With New Leadership, Norway SWF May Broaden Investments

Following new investment leadership at Norway's sovereign wealth fund, the oil fund may have more flexibility to invest in new asset classes such as roads, gas pipelines, and unlisted shares.

(June 16, 2011) — Following a change in leadership at Norway’s $570 billion oil fund, the sovereign wealth fund may increasingly target a broader spectrum of investments, such as private equity, Bloomberg has reported.

This week, former central bank Governor Svein Gjedrem started his role at the fund as secretary general at the Finance Ministry and chief adviser on investment rules for the oil fund, succeeding Tore Eriksen. “Gjedrem is a person of very powerful ability of persuasion,” Knut Anton Mork, chief economist at Svenska Handelsbanken AB in Oslo, told the news service. “The ministry will do what he wants. I see no reason why Gjedrem should have changed his view on this matter and against that background I expect the ministry to change course and allow for these new asset classes.”

While Eriksen has historically expressed his support of the fund adopting a “conservative” approach following its record $116 billion loss following the global financial crisis, Gjedrem voiced his aims last year to invest more heavily in infrastructure and private equity investments.

In contrast, other wealth funds, such as Singapore’s Temasek Holdings Pte and Abu Dhabi, are already heavily investing in infrastructure and private equity in an effort to achieve superior returns.

The support for increased investment in infrastructure by the world’s sovereign wealth funds is also reflected in a March report by the Brookings Institution, which asserted that the US should offer a greater number of incentives for sovereign wealth funds to invest in American infrastructure. The report stressed that US policymakers should become more accepting of foreign investments and should offer tax breaks and loan guarantees. The incentives, the Brookings Institution says, would encourage the world’s sovereign wealth funds, whose assets have swelled 11% in the past 12 months to about $4 trillion, to invest in the US.

“With America’s 2009-10 federal budget deficit projected to total $1.5 trillion and its public debt expected to rise to about $13.5 trillion this year, the need for foreign investment-properly focused and thoughtfully structured-is high,” the report stated, identifying potential approaches to address long-term financial needs in partnership with foreign capital.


## DIRECTIONS FOR THIS TASK
Search the records for the word "Widebody" and pick out every line that has it.

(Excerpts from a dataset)
▼▼▼

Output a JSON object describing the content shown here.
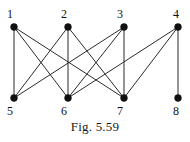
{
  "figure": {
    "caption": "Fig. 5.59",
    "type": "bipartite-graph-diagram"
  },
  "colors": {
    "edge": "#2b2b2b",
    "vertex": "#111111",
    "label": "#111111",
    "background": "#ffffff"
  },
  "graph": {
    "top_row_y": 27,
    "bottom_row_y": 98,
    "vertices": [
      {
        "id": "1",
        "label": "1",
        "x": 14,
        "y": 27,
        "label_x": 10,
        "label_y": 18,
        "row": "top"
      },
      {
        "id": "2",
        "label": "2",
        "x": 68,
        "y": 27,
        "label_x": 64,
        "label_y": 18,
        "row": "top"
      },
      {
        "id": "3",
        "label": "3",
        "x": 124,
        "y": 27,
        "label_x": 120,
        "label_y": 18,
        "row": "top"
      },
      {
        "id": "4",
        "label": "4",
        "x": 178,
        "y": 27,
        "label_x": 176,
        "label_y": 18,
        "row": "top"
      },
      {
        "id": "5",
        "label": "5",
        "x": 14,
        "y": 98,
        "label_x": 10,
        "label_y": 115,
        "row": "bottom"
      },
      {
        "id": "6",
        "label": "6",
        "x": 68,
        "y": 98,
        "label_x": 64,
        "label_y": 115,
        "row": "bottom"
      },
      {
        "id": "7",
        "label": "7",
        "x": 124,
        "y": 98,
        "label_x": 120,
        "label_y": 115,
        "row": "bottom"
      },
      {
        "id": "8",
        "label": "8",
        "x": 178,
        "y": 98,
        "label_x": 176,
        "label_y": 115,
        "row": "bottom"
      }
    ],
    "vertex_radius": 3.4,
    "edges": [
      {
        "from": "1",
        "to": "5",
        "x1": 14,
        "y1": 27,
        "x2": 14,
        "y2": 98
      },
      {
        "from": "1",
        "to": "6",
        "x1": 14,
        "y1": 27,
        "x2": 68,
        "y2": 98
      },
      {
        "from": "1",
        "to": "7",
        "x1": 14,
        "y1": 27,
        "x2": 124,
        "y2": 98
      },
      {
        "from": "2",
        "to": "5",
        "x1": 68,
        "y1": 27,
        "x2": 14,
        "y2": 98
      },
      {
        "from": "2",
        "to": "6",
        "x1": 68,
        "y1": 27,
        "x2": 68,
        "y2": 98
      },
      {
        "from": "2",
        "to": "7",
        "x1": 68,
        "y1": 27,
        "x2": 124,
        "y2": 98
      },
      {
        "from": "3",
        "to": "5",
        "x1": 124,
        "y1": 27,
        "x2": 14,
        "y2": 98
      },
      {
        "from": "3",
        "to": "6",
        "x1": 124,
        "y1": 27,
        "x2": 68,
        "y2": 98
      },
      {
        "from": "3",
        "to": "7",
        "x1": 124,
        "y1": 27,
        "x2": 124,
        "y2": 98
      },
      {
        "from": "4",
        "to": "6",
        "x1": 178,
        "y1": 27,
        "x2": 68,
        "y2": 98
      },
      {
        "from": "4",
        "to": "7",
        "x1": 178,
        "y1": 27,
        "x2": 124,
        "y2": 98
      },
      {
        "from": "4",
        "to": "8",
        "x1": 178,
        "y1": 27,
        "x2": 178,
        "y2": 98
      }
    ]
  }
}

▲▲▲
▼▼▼

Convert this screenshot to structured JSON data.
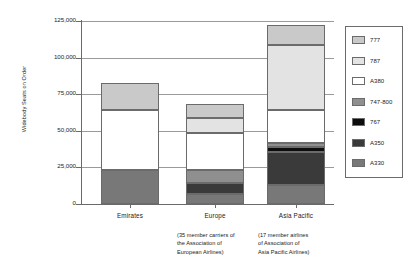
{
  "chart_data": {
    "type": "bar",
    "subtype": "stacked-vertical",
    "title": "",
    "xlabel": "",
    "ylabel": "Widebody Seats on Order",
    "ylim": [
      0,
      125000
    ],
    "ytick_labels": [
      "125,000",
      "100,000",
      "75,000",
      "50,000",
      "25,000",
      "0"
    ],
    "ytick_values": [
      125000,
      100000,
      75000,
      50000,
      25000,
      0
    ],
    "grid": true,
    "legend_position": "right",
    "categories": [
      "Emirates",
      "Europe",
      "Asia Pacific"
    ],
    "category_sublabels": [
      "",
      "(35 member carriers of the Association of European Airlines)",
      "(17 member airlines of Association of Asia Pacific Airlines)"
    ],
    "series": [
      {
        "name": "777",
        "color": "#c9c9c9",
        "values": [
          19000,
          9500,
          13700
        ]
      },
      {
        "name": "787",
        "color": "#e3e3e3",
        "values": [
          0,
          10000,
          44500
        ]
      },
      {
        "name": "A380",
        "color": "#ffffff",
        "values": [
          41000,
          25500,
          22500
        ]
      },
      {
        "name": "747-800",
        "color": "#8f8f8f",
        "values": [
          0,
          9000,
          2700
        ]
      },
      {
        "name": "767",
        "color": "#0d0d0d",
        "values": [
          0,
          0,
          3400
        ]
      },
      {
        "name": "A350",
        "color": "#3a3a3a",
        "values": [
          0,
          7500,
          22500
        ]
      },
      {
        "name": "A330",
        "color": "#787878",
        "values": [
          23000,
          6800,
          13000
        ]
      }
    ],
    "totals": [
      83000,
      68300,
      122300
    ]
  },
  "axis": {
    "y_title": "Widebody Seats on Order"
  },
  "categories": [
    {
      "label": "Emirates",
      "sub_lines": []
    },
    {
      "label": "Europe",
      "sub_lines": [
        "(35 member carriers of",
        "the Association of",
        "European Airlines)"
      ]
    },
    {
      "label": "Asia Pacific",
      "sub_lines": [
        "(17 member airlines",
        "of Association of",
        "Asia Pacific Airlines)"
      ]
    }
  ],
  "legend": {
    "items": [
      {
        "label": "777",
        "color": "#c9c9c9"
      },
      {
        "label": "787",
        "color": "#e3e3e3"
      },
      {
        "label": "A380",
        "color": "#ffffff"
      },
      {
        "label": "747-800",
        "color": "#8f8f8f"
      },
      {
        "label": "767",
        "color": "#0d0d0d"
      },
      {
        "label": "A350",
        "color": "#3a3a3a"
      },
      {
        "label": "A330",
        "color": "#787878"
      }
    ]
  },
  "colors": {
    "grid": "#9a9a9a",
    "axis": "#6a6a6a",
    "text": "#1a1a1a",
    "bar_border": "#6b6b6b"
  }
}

▲▲▲

## EXPECTED OUTPUT
    "ylabel": "Widebody Seats on Order",
    "y_title": "Widebody Seats on Order"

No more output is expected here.